Gifts, Talents, and Virtue

The Apostle Paul explains in his letters that legalism stems not from what you do but from why you do it. Legalism is present any time we try to make others or ourselves ethical through conformity to the rules.

This is a trap far too many of us fall into. The only way out of this dilemma is to rediscover the biblical idea of virtue.

God’s character is the source of the biblical idea of virtue. The Holy Spirit is the cause of virtue in the believer, and Christians have Christ to look to as the model of virtue.

Virtue is developed in the context of the spiritual life as God, through the Holy Spirit, writes his laws on our hearts (2 Cor. 3:3, Heb. 8:10). As this happens in our lives, we stop obeying the law in an attempt to make ourselves righteous. We begin to obey because we love the one who made us righteous. Thomas Aquinas wrote in the Summa Theologica that “The proper effect of law is to lead its subjects to their proper virtue.”

Although forgotten today, this idea of virtue is not new in our country. The founders understood it well. It was public virtue that allowed them to establish our republic.

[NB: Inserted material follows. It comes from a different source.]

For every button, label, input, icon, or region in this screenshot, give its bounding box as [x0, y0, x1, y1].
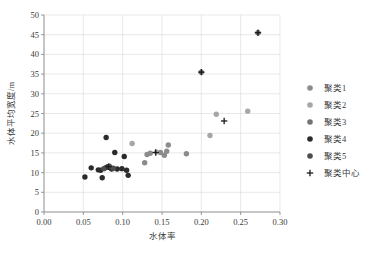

And they believed that this public virtue was the sum of private virtue established from the moral and religious beliefs of its citizens.

In 1776, John Adams wrote in a letter to Mercy Warren, saying,

Such a Government is only to be supported by pure Religion or Austere Morals. Public virtue cannot exist in a Nation without private, and public virtue is the only Foundation of Republics.

The first step in correctly using our gifts and talents is understanding that they are to be used within the context of a moral and virtuous life. If we are going to make a difference, we need to once again teach virtue to God’s people and model it to a lost nation.

But we are called to live virtuous lives not so that we can look down on others or to prove our righteousness to God. Ernest Hemingway said,

There is nothing noble in being superior to your fellow man; true nobility is being superior to your former self

We embrace God’s desire for how we are to use our gifts and talents because we are being transformed by his grace day by day. It is our gratitude toward our creator that motivates our behavior to live virtuous lives in response to his call.

 

Editor’s Note: Go deeper in understanding God’s design and desire for your work in How Then Should We Work?